Four years ago, Alain Karaoglan thought AIG was an overvalued and murky company with a seriously flawed business structure. And he said so in a controversial report published with two fellow analysts at Deutsche Bank.
Today, Karaoglan starts a new job: as a senior vice president at the company he panned, responsible for selling off AIG assets in the hope of repaying billions the company owes U.S. taxpayers.
AIG declined to make Karaoglan available for an interview. After AIG's collapse last fall, we tried for months to contact him about the 2005 report he wrote while he was a managing director of equity research at Deutsche Bank. He never returned our calls.
In the 31-page document titled "American International Group: A deeper look at Foreign Life earnings and capital," Karaoglan and two other Deutsche Bank analysts systematically picked apart AIG's most valuable assets: the life insurance companies that operate largely in Europe and Asia.
They concluded there was a substantial gap between what AIG told the Securities and Exchange Commission it had earned from its life insurance business as a whole, and what the individual life insurance subsidiaries reported separately to state and overseas regulators. The figures should be the same because the SEC filings consolidate earnings for all of AIG's subsidiaries, Karaoglan's team reasoned. But they found a 54 percent gap in 2002 and a 25 percent gap in 2003.
In other words, AIG's earnings seemed to be far higher than the sum of its parts, according to Karaoglan's analysis. The team couldn't find an explanation for the discrepancy, and AIG did not provide Karaoglan with one.
The report also raised questions about AIG's creditworthiness. Credit ratings of the subsidiaries were boosted by guarantees from the parent company, the authors found. But the parent company was "just a holding company, and its strength and only source of cash flow to bondholders and shareholders comes from its subsidiaries."
As such, "both the credit ratings and perception of capital strength of AIG may have been based on circular thinking," the Deutsche Bank team wrote.
AIG didn't do much to clear things up, according to the report. The company said it could not provide financial statements for foreign life subsidiaries other than the largest one, the American Life Insurance Company. Karaoglan's team was unable to get any details on a subsidiary in Bermuda, which in turn owned a number of smaller subsidiaries. AIG had "not discussed that subsidiary in the annual report beyond being shown in the organizational chart."
Based on the report, Deutsche Bank lowered its target price for AIG by 14 percent to $54 a share. AIG was invited to respond to the analysis in its next SEC filing, but the company never did. AIG's stock price crashed last fall and has recently been trading at less than $2 a share.
A Deutsche Bank spokesperson said the company no longer covers AIG.
Asked why AIG hired a one-time nonbeliever for such a critical position, spokeswoman Christina Pretto said the firm's management team is "committed to transparency and appreciates independent thinking -- adhering to the philosophy that your strongest critics may be your best advisers."
Following AIG's collapse, the Federal Reserve Bank and the Treasury committed up to $170 billion in financial aid to the company. By selling off assets, AIG hopes to repay those funds. The company's annual meeting is tomorrow.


● BRIEF: Find all lines in the records that include the word "JSON", and copy them out.

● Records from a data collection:
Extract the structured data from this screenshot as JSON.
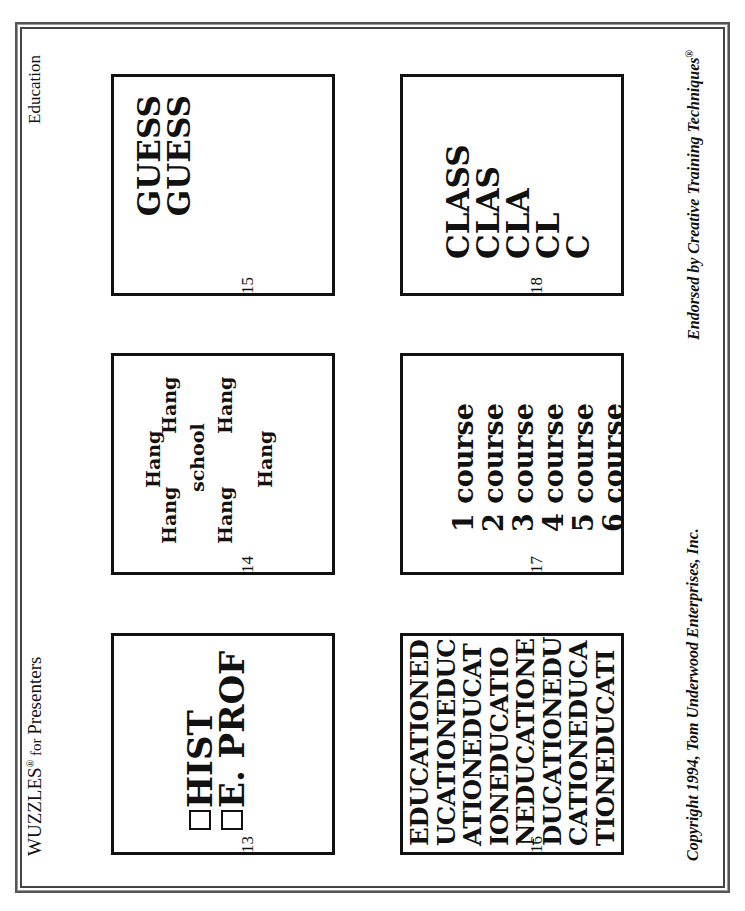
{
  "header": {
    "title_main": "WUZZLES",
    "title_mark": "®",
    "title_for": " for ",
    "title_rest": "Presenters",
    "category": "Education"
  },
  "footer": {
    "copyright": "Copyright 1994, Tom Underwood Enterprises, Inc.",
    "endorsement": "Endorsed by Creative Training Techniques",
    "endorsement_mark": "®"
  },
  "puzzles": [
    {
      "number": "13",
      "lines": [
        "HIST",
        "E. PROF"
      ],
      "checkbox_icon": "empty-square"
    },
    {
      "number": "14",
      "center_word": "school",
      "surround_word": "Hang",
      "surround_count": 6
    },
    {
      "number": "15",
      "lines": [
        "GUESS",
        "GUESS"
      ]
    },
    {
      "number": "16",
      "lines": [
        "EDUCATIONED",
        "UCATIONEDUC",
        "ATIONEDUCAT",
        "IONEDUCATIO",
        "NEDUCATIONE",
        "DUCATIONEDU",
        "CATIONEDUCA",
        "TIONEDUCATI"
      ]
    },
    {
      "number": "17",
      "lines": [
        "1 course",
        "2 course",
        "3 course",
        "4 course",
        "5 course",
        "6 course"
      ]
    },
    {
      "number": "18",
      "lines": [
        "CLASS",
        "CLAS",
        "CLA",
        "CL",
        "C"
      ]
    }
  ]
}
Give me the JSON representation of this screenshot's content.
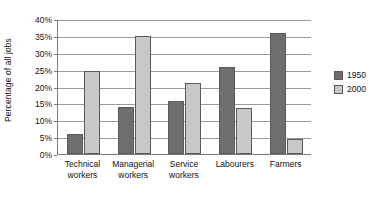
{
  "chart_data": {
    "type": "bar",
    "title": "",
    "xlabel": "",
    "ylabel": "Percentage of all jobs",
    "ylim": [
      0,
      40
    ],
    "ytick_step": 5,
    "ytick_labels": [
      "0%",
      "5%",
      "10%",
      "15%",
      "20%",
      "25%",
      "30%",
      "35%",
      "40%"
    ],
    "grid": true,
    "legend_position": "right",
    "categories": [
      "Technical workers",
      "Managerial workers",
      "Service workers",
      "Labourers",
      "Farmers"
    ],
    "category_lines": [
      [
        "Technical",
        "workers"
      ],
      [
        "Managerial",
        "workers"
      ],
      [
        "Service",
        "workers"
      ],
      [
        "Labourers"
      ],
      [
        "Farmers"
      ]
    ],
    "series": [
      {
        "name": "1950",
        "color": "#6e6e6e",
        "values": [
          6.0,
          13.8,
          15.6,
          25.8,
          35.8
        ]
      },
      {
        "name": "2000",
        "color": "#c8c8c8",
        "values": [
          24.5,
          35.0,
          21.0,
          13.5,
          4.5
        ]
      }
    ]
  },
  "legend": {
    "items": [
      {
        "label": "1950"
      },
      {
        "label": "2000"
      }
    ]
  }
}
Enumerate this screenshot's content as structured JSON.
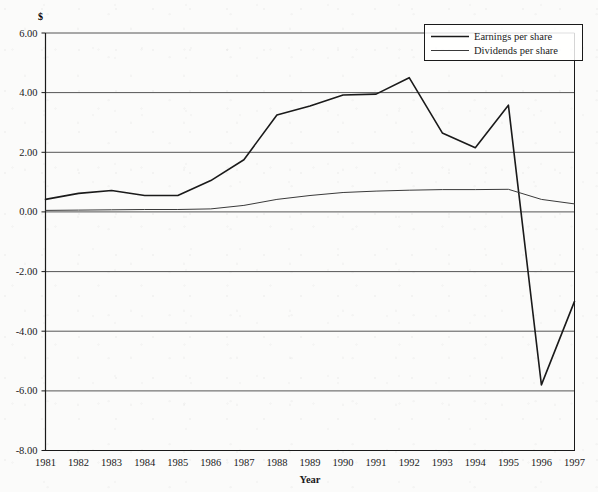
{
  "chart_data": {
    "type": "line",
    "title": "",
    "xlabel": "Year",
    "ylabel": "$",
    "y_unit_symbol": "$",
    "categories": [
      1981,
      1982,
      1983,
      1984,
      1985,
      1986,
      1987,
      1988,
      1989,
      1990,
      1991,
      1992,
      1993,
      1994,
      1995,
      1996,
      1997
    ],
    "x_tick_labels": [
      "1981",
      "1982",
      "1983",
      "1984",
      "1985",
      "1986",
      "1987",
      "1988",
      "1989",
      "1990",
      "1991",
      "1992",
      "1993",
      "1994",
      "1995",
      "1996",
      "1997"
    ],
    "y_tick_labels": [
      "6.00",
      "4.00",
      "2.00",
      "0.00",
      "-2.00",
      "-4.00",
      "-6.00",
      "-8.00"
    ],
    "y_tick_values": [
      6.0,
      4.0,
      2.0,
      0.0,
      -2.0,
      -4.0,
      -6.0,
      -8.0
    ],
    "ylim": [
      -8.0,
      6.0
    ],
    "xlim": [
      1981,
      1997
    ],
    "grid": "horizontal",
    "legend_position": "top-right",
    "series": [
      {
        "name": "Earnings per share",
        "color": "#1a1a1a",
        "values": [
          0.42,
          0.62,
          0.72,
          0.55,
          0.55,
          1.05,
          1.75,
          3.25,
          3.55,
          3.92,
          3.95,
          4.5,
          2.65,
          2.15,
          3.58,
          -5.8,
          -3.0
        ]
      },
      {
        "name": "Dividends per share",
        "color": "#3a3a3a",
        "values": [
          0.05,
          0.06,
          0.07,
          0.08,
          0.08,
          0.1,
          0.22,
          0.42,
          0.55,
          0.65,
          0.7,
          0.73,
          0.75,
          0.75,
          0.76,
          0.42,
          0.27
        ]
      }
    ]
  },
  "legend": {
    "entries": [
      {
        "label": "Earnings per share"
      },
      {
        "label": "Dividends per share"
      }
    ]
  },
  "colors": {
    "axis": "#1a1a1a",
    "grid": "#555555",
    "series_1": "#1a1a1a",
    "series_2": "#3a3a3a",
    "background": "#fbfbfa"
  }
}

● SOLUTION TO THE PROBLEM:
Extract the structured data from this screenshot as JSON.
Give me the JSON representation of this screenshot's content.
Enumerate this screenshot's content as structured JSON.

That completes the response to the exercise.